On Mon, 2003-02-10 at 20:46, Michael Adams wrote:
> I am making a guess that we are talking home use here?
> 
> With todays modern hard disks, space is quite cheap (under $5US/Gbyte). How 
> about a three version install. (4-6GB each and 2 /home partitions on a 40GB 
> no problems). With jpg's, mp3's, ogg's etc on a seperate disk or backed up to 
> CD-R. You can have:
> - Your stable version
> - Your fiddle version (Stable with custom mods, new add-ons, and experiments)
> - Mandrakes upcoming release/ bleeding edge/ whizzbang version.
> This is my aim soon as i buy the disk. I think Tom does this well. He has 
> full cooker as one version IIRC.

Hard Drives are cheap... if it's the other guy buying it. (and those
dang IDE monsters don't fit in my laptop.) I for one would like to be
productive WITH my software not TO my software.  Heck with a one year
life and a new version every 6 months,  I rarely get a chance to do just
that.  In the past I agree the advances were made so fast that you did
have to publish or perish when it came to new software.  Now, maybe the
original posters concept has more merit.  9.1 is about to come out and
9.0 is really just starting to get stable. (the bain of 0 versions.) I'm
really not sure what the answer is here.  But this I do know.  IF
Mandrake is going to be on the Desktop of business everywhere (Which it
is more than qualified to do.), something has to give. It could well be
time to consider the idea of a distro a year.  Heck Debian hasn't
released in how many years?  OpenBSD  releases what every 18 to 24
months?  Or maybe a concept like FreeBSD.  3 branches Stable Release and
Current ... or in other terms It works well enough for production.  We
think it's ready, and good luck.*grin*  

James
 
> 
> Unfortunately bleeding edge software is often created for the latest greatest 
> version kernel/compiler/window manager.
> 
> On Tue, 11 Feb 2003 12:31, Robert Wideman wrote:
> > >> This is probably a difficult ask.  But what I would like to see
> > >> is a longer time between versions (eg. 12+ months) for the regular
> > >> desktop edition, and a simple, reliable method for updating
> > >> packages in the meantime for those who want to (for all those
> > >> things that don't qualify for Mandrake's Update facility).
> >
> > I totally agree with this.  I cant stand the fact that an OS is released
> > even every 2 years.  I think they should stick with updates as opposed to
> > version release and just do the updates.  But then again i have heard about
> > ppl having NO problems with release UPGRADES.  I havent tried it myself.  I
> > dont believe in OS upgrades (then again that is a MS issue).
> >
> > >> I often grab things from cooker - generally source RPMs - to
> > >> install myself.  But as time goes by, depencancy issues and library
> > >> incompatibilities increase until I give up and simply wait for the
> > >> next Mandrake upgrade.  It would be nice if this was different.
> >
> > I will have to try this out myself on the updates and such.  But i
> > personally wait till they come out from the stable releases unless it is
> > something like DVDRip or something like that that is bleeding edge new.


Work to be completed -
Report every line of the entries that contains the word "value".

(Given information)

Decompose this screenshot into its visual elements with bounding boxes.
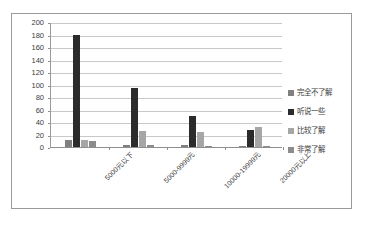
x-axis-category-label: 5000元以下 (102, 150, 134, 182)
y-axis-tick-label: 80 (36, 94, 44, 102)
legend-item[interactable]: 完全不了解 (288, 88, 350, 97)
y-axis-tick (48, 148, 50, 149)
x-axis-tick (283, 147, 284, 150)
legend-item[interactable]: 比较了解 (288, 126, 350, 135)
bar (131, 88, 138, 147)
bar (73, 35, 80, 147)
legend-item[interactable]: 听说一些 (288, 107, 350, 116)
bar (123, 145, 130, 148)
y-axis-tick-label: 60 (36, 107, 44, 115)
chart-container: 200180160140120100806040200 5000元以下5000-… (11, 13, 352, 209)
y-axis-tick-label: 100 (31, 82, 44, 90)
bar (239, 146, 246, 147)
x-axis-category-label: 10000-19999元 (222, 150, 262, 190)
legend-swatch-icon (288, 147, 294, 153)
x-axis-category-label: 5000-9999元 (162, 150, 197, 185)
bar-group (167, 22, 225, 147)
bar (139, 131, 146, 147)
y-axis-tick-label: 0 (40, 144, 44, 152)
legend-label: 比较了解 (297, 126, 325, 135)
y-axis-tick-label: 200 (31, 19, 44, 27)
bar (147, 145, 154, 147)
chart-legend: 完全不了解听说一些比较了解非常了解 (288, 88, 350, 164)
bar-group (51, 22, 109, 147)
bar (181, 145, 188, 147)
legend-swatch-icon (288, 128, 294, 134)
bar (255, 127, 262, 147)
y-axis-labels: 200180160140120100806040200 (12, 14, 48, 148)
bar-groups (51, 22, 282, 147)
legend-item[interactable]: 非常了解 (288, 145, 350, 154)
y-axis-tick-label: 160 (31, 44, 44, 52)
bar (205, 146, 212, 147)
y-axis-tick-label: 40 (36, 119, 44, 127)
bar (189, 116, 196, 147)
bar-group (225, 22, 283, 147)
legend-label: 听说一些 (297, 107, 325, 116)
bar-group (109, 22, 167, 147)
legend-label: 非常了解 (297, 145, 325, 154)
bar (197, 132, 204, 147)
x-axis-labels: 5000元以下5000-9999元10000-19999元20000元以上 (50, 150, 282, 206)
legend-swatch-icon (288, 90, 294, 96)
y-axis-tick-label: 180 (31, 32, 44, 40)
legend-swatch-icon (288, 109, 294, 115)
bar (89, 141, 96, 147)
y-axis-tick-label: 20 (36, 132, 44, 140)
y-axis-tick-label: 140 (31, 57, 44, 65)
bar (81, 140, 88, 148)
bar (247, 130, 254, 147)
plot-area (50, 23, 282, 148)
y-axis-tick-label: 120 (31, 69, 44, 77)
legend-label: 完全不了解 (297, 88, 332, 97)
bar (263, 146, 270, 147)
bar (65, 140, 72, 148)
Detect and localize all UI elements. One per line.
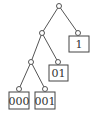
- node-001-icon: [43, 87, 48, 92]
- leaf-label-000: 000: [9, 95, 30, 108]
- leaf-001: 001: [35, 92, 56, 109]
- node-1-icon: [76, 31, 81, 36]
- leaf-01: 01: [49, 65, 68, 81]
- code-tree-diagram: 1 01 000 001: [0, 0, 102, 115]
- edge-root-1: [59, 6, 78, 33]
- edge-0-00: [31, 33, 42, 62]
- leaf-label-001: 001: [35, 95, 56, 108]
- node-00-icon: [29, 60, 34, 65]
- leaf-label-1: 1: [76, 38, 83, 51]
- leaf-000: 000: [9, 92, 30, 109]
- node-01-icon: [56, 60, 61, 65]
- node-0-icon: [40, 31, 45, 36]
- edge-0-01: [42, 33, 58, 62]
- edge-00-001: [31, 62, 45, 89]
- leaf-label-01: 01: [52, 67, 66, 80]
- root-node-icon: [57, 4, 62, 9]
- edge-root-0: [42, 6, 59, 33]
- edge-00-000: [19, 62, 31, 89]
- node-000-icon: [17, 87, 22, 92]
- leaf-1: 1: [69, 36, 89, 52]
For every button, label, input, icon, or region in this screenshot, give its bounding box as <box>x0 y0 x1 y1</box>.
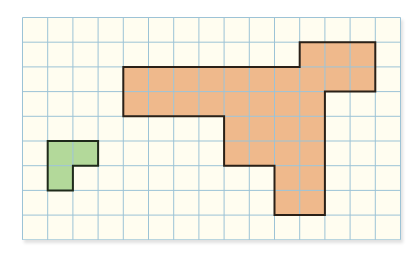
shape-cell <box>274 141 299 166</box>
shape-cell <box>48 141 73 166</box>
shape-cell <box>73 141 98 166</box>
shape-cell <box>123 92 148 117</box>
shape-cell <box>300 42 325 67</box>
shape-cell <box>224 92 249 117</box>
shape-cell <box>300 116 325 141</box>
shape-cell <box>249 141 274 166</box>
shape-cell <box>199 67 224 92</box>
shape-cell <box>350 67 375 92</box>
shape-cell <box>249 92 274 117</box>
shape-cell <box>274 116 299 141</box>
shape-cell <box>48 166 73 191</box>
shape-cell <box>274 190 299 215</box>
shape-cell <box>149 67 174 92</box>
shape-cell <box>199 92 224 117</box>
shape-cell <box>300 67 325 92</box>
shape-cell <box>224 141 249 166</box>
shape-cell <box>274 92 299 117</box>
shape-cell <box>123 67 148 92</box>
shape-cell <box>325 42 350 67</box>
shape-cell <box>300 166 325 191</box>
shape-cell <box>300 190 325 215</box>
shape-cell <box>350 42 375 67</box>
shape-cell <box>174 67 199 92</box>
shape-cell <box>325 67 350 92</box>
shape-cell <box>249 67 274 92</box>
shape-cell <box>224 67 249 92</box>
shape-cell <box>249 116 274 141</box>
shape-cell <box>149 92 174 117</box>
shape-cell <box>174 92 199 117</box>
grid-diagram <box>22 17 401 240</box>
grid-paper <box>22 17 401 240</box>
shape-cell <box>274 166 299 191</box>
shape-cell <box>300 141 325 166</box>
shape-cell <box>300 92 325 117</box>
shape-cell <box>224 116 249 141</box>
shape-cell <box>274 67 299 92</box>
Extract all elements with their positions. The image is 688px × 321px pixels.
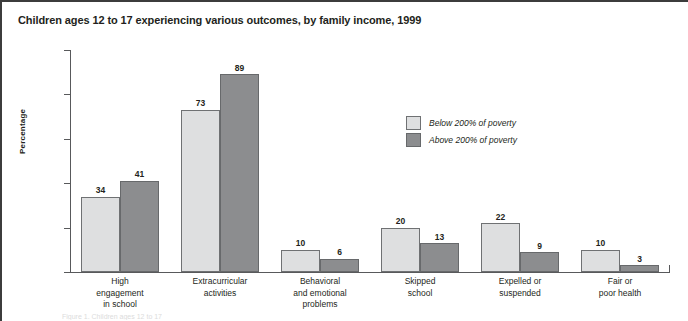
y-axis-tick (64, 139, 70, 140)
x-axis-end-tick (669, 265, 670, 273)
bar-value-label: 3 (637, 255, 642, 264)
bar-below-5: 10 (581, 250, 620, 272)
bar-above-0: 41 (120, 181, 159, 272)
bar-below-3: 20 (381, 228, 420, 272)
category-label-2: Behavioral and emotional problems (270, 276, 370, 311)
figure-panel: Children ages 12 to 17 experiencing vari… (0, 0, 688, 321)
bar-below-2: 10 (281, 250, 320, 272)
legend-item-above: Above 200% of poverty (406, 131, 517, 148)
legend-swatch-above-icon (406, 133, 421, 147)
legend-label-below: Below 200% of poverty (429, 118, 516, 128)
bar-value-label: 10 (296, 239, 305, 248)
y-axis-tick (64, 50, 70, 51)
bar-value-label: 9 (537, 242, 542, 251)
bar-value-label: 41 (135, 170, 144, 179)
bar-value-label: 20 (396, 217, 405, 226)
category-label-5: Fair or poor health (570, 276, 670, 299)
bar-above-2: 6 (320, 259, 359, 272)
bar-value-label: 73 (196, 99, 205, 108)
bar-value-label: 6 (337, 248, 342, 257)
bar-below-4: 22 (481, 223, 520, 272)
category-label-3: Skipped school (370, 276, 470, 299)
y-axis-tick (64, 183, 70, 184)
category-label-0: High engagement in school (70, 276, 170, 311)
footnote-partial: Figure 1. Children ages 12 to 17 (62, 313, 162, 320)
bar-above-4: 9 (520, 252, 559, 272)
bar-value-label: 34 (96, 186, 105, 195)
page-title: Children ages 12 to 17 experiencing vari… (18, 14, 421, 26)
x-axis-line (70, 272, 670, 273)
bar-above-3: 13 (420, 243, 459, 272)
bar-value-label: 13 (435, 233, 444, 242)
bar-value-label: 89 (235, 64, 244, 73)
category-label-4: Expelled or suspended (470, 276, 570, 299)
y-axis-tick (64, 272, 70, 273)
bar-below-1: 73 (181, 110, 220, 272)
y-axis-tick (64, 94, 70, 95)
legend: Below 200% of poverty Above 200% of pove… (406, 114, 517, 148)
legend-item-below: Below 200% of poverty (406, 114, 517, 131)
bar-value-label: 22 (496, 213, 505, 222)
plot-area: 020406080100 344173891062013229103 High … (70, 50, 670, 272)
legend-swatch-below-icon (406, 116, 421, 130)
category-label-1: Extracurricular activities (170, 276, 270, 299)
bar-value-label: 10 (596, 239, 605, 248)
legend-label-above: Above 200% of poverty (429, 135, 517, 145)
y-axis-tick (64, 228, 70, 229)
bar-below-0: 34 (81, 197, 120, 272)
bar-above-1: 89 (220, 74, 259, 272)
y-axis-line (70, 50, 71, 272)
y-axis-label: Percentage (18, 109, 27, 154)
bar-above-5: 3 (620, 265, 659, 272)
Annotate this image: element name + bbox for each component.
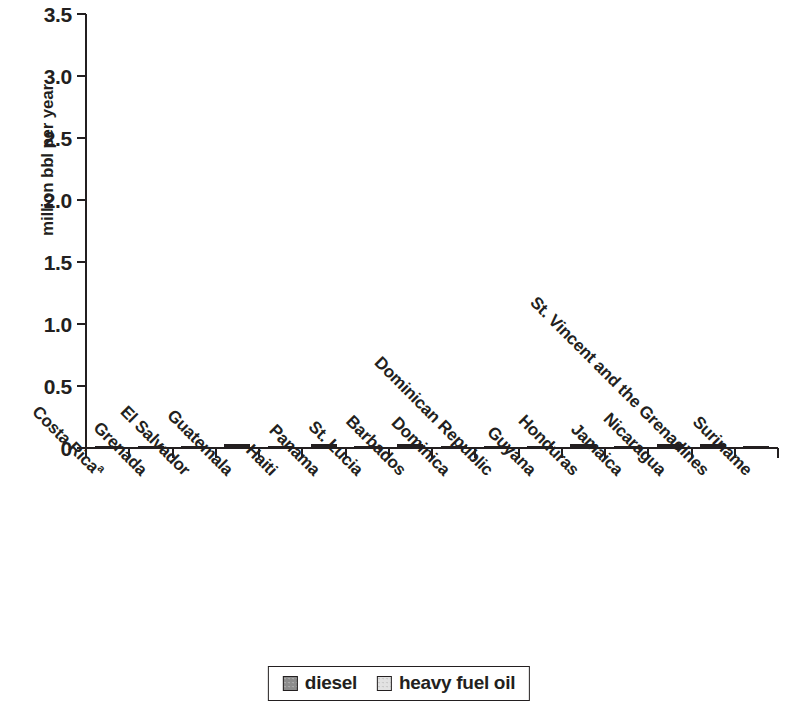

(End Given information)

Your response -
bar-value-label: 3 (637, 255, 642, 264)
bar-value-label: 10 (296, 239, 305, 248)
bar-value-label: 9 (537, 242, 542, 251)
bar-value-label: 41 (135, 170, 144, 179)
bar-value-label: 20 (396, 217, 405, 226)
bar-value-label: 73 (196, 99, 205, 108)
bar-value-label: 6 (337, 248, 342, 257)
bar-value-label: 34 (96, 186, 105, 195)
bar-value-label: 13 (435, 233, 444, 242)
bar-value-label: 89 (235, 64, 244, 73)
bar-value-label: 22 (496, 213, 505, 222)
bar-value-label: 10 (596, 239, 605, 248)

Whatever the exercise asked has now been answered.